Through all his long life of varied editorship and many degrees of political and literary success, there is no pessimism charged to his account, no animosity, no bitterness; not even discourtesy.
Many a time in the heat of a political campaign he had to strike at a champion of the other side, but his blow was always leonine. It was a settler of the subject in dispute, but it left no ugly memories—no galling personalities ever marred his political battles.
He scored his successes by the friendly hand shakes of his worsted antagonists.
He prized his independence in politics, and never jeopardized it by accepting favors or honors from friend or foe.
With one or two exceptions, every change that he made in his position was due to his insistent desire to maintain his personal independence as a writer. He left the Indianapolis Sentinel because he did not wish to conform to its political policy. His editorial work on the New York World became irksome on this same account. He broke with the managers of the Buffalo Courier in 1886 because he disliked Grover Cleveland and because he did not propose to stultify his editorial utterances in a newspaper whose proprietor was specially friendly at the time to the Buffalo President. He is said to have refused a flattering offer from Charles A. Dana to become editorial writer on the New York Sun because he did not believe he could conform to Mr. Dana’s ideas, however much he might admire the genius of that brilliant editor.
He set his editorial chair on a calm high level and from it addressed daily a clientele that loyally followed him in all his journeyings through fields of philosophy, history, poetry, romance and even the common things of everyday life. To read him once was to seek him again and remain his disciple.
He might have made his fame rest on his poetry, but he subordinated that gift to his passion for regular, constant work in his editorial chair, indulging in flights of fancy only as a pastime.
Mr. O’Connor was a master of the English language; indeed, it is doubtful if any man on the American press ever wrote it better. Some twenty years ago a correspondent of the New York Sun asked Mr. Dana for information regarding literary style. In the course of his reply he said:
“Among the newspaper writers of our own country and of the present day, perhaps the best style is that of Mr. Joseph O’Connor, the editor of The Post Express of Rochester. It is terse, lucid, calm, argumentative, and without a trace of effort or affectation.”
After quoting this tribute, said Father Cronin of the Buffalo Union and Times: “It is no small source of pride and gratification to us to know that one of the great princes of American journalism is an Irish American. Mr. O’Connor’s pen is like the Damascene blade, polished and beautiful, yet withal so smooth and keen that the victim of its blow is severed in twain almost without realizing the catastrophe. Long may Joseph O’Connor wield it, as he has always wielded it, a menace to evil and a swift and sure protection to the right.”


*Problem requirements*
A faithful copy of the listing below is needed, one that contains no pictures.

[Start of Attachment]

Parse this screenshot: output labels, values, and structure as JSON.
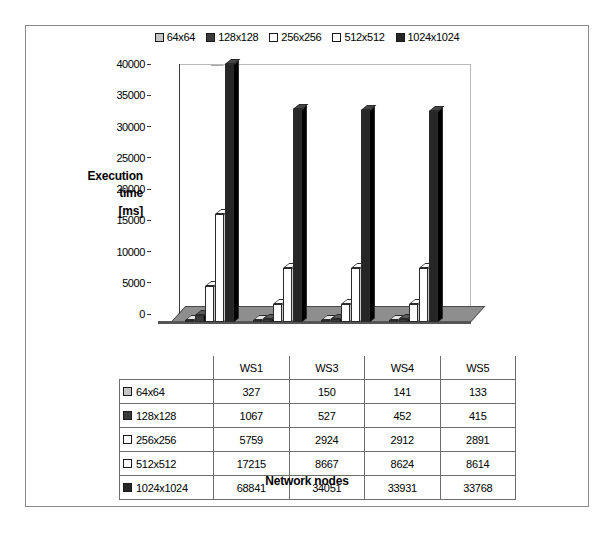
{
  "chart_data": {
    "type": "bar",
    "title": "",
    "xlabel": "Network nodes",
    "ylabel": "Execution time [ms]",
    "ylabel_lines": [
      "Execution",
      "time",
      "[ms]"
    ],
    "categories": [
      "WS1",
      "WS3",
      "WS4",
      "WS5"
    ],
    "ylim": [
      0,
      40000
    ],
    "yticks": [
      0,
      5000,
      10000,
      15000,
      20000,
      25000,
      30000,
      35000,
      40000
    ],
    "ytick_labels": [
      "0",
      "5000",
      "10000",
      "15000",
      "20000",
      "25000",
      "30000",
      "35000",
      "40000"
    ],
    "grid": false,
    "legend_position": "top-center",
    "threed": true,
    "series": [
      {
        "name": "64x64",
        "values": [
          327,
          150,
          141,
          133
        ],
        "color": "#c6c6c6"
      },
      {
        "name": "128x128",
        "values": [
          1067,
          527,
          452,
          415
        ],
        "color": "#3a3a3a"
      },
      {
        "name": "256x256",
        "values": [
          5759,
          2924,
          2912,
          2891
        ],
        "color": "#ffffff"
      },
      {
        "name": "512x512",
        "values": [
          17215,
          8667,
          8624,
          8614
        ],
        "color": "#ffffff"
      },
      {
        "name": "1024x1024",
        "values": [
          68841,
          34051,
          33931,
          33768
        ],
        "color": "#262626"
      }
    ]
  },
  "table": {
    "header_row": [
      "",
      "WS1",
      "WS3",
      "WS4",
      "WS5"
    ],
    "rows": [
      {
        "label": "64x64",
        "values": [
          "327",
          "150",
          "141",
          "133"
        ]
      },
      {
        "label": "128x128",
        "values": [
          "1067",
          "527",
          "452",
          "415"
        ]
      },
      {
        "label": "256x256",
        "values": [
          "5759",
          "2924",
          "2912",
          "2891"
        ]
      },
      {
        "label": "512x512",
        "values": [
          "17215",
          "8667",
          "8624",
          "8614"
        ]
      },
      {
        "label": "1024x1024",
        "values": [
          "68841",
          "34051",
          "33931",
          "33768"
        ]
      }
    ]
  }
}
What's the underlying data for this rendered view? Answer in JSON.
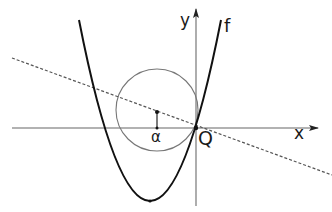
{
  "figure": {
    "labels": {
      "x_axis": "x",
      "y_axis": "y",
      "function": "f",
      "origin_point": "Q",
      "circle_center_marker": "α"
    },
    "elements": {
      "x_axis": {
        "from": [
          12,
          128
        ],
        "to": [
          318,
          128
        ],
        "arrow": true
      },
      "y_axis": {
        "from": [
          196,
          206
        ],
        "to": [
          196,
          8
        ],
        "arrow": true
      },
      "parabola": {
        "name": "f",
        "vertex": [
          150,
          201
        ],
        "passes_through": [
          196,
          128
        ],
        "style": "solid thick"
      },
      "circle": {
        "center": [
          157,
          110
        ],
        "radius": 41,
        "style": "solid thin gray"
      },
      "tangent_line": {
        "from": [
          12,
          58
        ],
        "to": [
          332,
          175
        ],
        "through": [
          196,
          128
        ],
        "style": "dashed"
      },
      "alpha_segment": {
        "from": [
          157,
          128
        ],
        "to": [
          157,
          112
        ]
      }
    },
    "colors": {
      "axis": "#555555",
      "curve": "#111111",
      "circle": "#777777",
      "dashed_line": "#555555",
      "text": "#1a1a1a"
    }
  }
}
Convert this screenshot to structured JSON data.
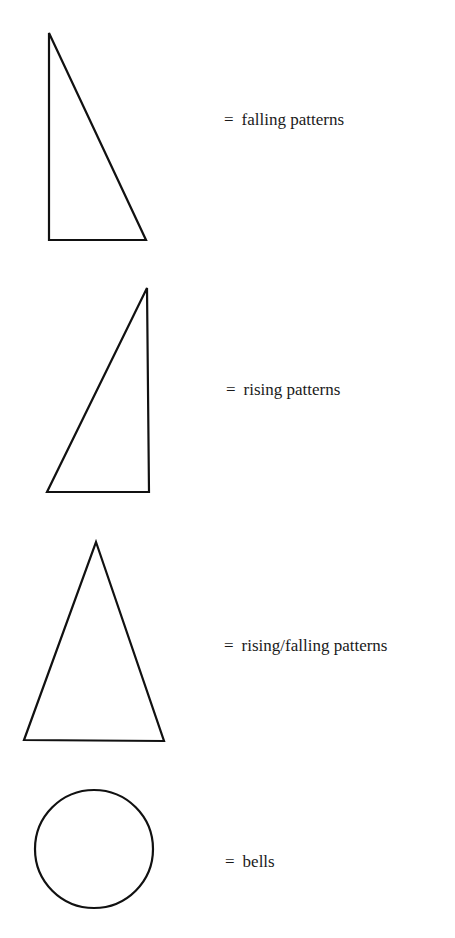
{
  "legend": {
    "items": [
      {
        "symbol": "right-triangle-falling",
        "equals": "=",
        "text": "falling patterns"
      },
      {
        "symbol": "right-triangle-rising",
        "equals": "=",
        "text": "rising patterns"
      },
      {
        "symbol": "isosceles-triangle",
        "equals": "=",
        "text": "rising/falling patterns"
      },
      {
        "symbol": "circle",
        "equals": "=",
        "text": "bells"
      }
    ]
  },
  "colors": {
    "stroke": "#111111",
    "background": "#ffffff"
  }
}
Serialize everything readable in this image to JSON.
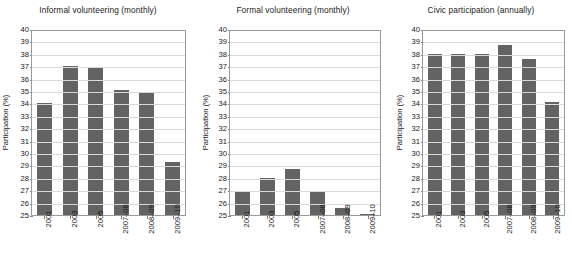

[End of Attachment]

*Answer box*
Parse this screenshot: output labels, values, and structure as JSON.
{
  "chart_data": {
    "type": "bar",
    "title": "",
    "xlabel": "Network nodes",
    "ylabel": "Execution time [ms]",
    "ylabel_lines": [
      "Execution",
      "time",
      "[ms]"
    ],
    "categories": [
      "WS1",
      "WS3",
      "WS4",
      "WS5"
    ],
    "ylim": [
      0,
      40000
    ],
    "yticks": [
      0,
      5000,
      10000,
      15000,
      20000,
      25000,
      30000,
      35000,
      40000
    ],
    "ytick_labels": [
      "0",
      "5000",
      "10000",
      "15000",
      "20000",
      "25000",
      "30000",
      "35000",
      "40000"
    ],
    "grid": false,
    "legend_position": "top-center",
    "threed": true,
    "series": [
      {
        "name": "64x64",
        "values": [
          327,
          150,
          141,
          133
        ],
        "color": "#c6c6c6"
      },
      {
        "name": "128x128",
        "values": [
          1067,
          527,
          452,
          415
        ],
        "color": "#3a3a3a"
      },
      {
        "name": "256x256",
        "values": [
          5759,
          2924,
          2912,
          2891
        ],
        "color": "#ffffff"
      },
      {
        "name": "512x512",
        "values": [
          17215,
          8667,
          8624,
          8614
        ],
        "color": "#ffffff"
      },
      {
        "name": "1024x1024",
        "values": [
          68841,
          34051,
          33931,
          33768
        ],
        "color": "#262626"
      }
    ]
  },
  "table": {
    "header_row": [
      "",
      "WS1",
      "WS3",
      "WS4",
      "WS5"
    ],
    "rows": [
      {
        "label": "64x64",
        "values": [
          "327",
          "150",
          "141",
          "133"
        ]
      },
      {
        "label": "128x128",
        "values": [
          "1067",
          "527",
          "452",
          "415"
        ]
      },
      {
        "label": "256x256",
        "values": [
          "5759",
          "2924",
          "2912",
          "2891"
        ]
      },
      {
        "label": "512x512",
        "values": [
          "17215",
          "8667",
          "8624",
          "8614"
        ]
      },
      {
        "label": "1024x1024",
        "values": [
          "68841",
          "34051",
          "33931",
          "33768"
        ]
      }
    ]
  }
}
What's the underlying data for this rendered view? Answer in JSON.
{
  "figure": {
    "labels": {
      "x_axis": "x",
      "y_axis": "y",
      "function": "f",
      "origin_point": "Q",
      "circle_center_marker": "α"
    },
    "elements": {
      "x_axis": {
        "from": [
          12,
          128
        ],
        "to": [
          318,
          128
        ],
        "arrow": true
      },
      "y_axis": {
        "from": [
          196,
          206
        ],
        "to": [
          196,
          8
        ],
        "arrow": true
      },
      "parabola": {
        "name": "f",
        "vertex": [
          150,
          201
        ],
        "passes_through": [
          196,
          128
        ],
        "style": "solid thick"
      },
      "circle": {
        "center": [
          157,
          110
        ],
        "radius": 41,
        "style": "solid thin gray"
      },
      "tangent_line": {
        "from": [
          12,
          58
        ],
        "to": [
          332,
          175
        ],
        "through": [
          196,
          128
        ],
        "style": "dashed"
      },
      "alpha_segment": {
        "from": [
          157,
          128
        ],
        "to": [
          157,
          112
        ]
      }
    },
    "colors": {
      "axis": "#555555",
      "curve": "#111111",
      "circle": "#777777",
      "dashed_line": "#555555",
      "text": "#1a1a1a"
    }
  }
}
Convert this screenshot to structured JSON data.
{
  "legend": {
    "items": [
      {
        "symbol": "right-triangle-falling",
        "equals": "=",
        "text": "falling patterns"
      },
      {
        "symbol": "right-triangle-rising",
        "equals": "=",
        "text": "rising patterns"
      },
      {
        "symbol": "isosceles-triangle",
        "equals": "=",
        "text": "rising/falling patterns"
      },
      {
        "symbol": "circle",
        "equals": "=",
        "text": "bells"
      }
    ]
  },
  "colors": {
    "stroke": "#111111",
    "background": "#ffffff"
  }
}
Serialize everything readable in this image to JSON.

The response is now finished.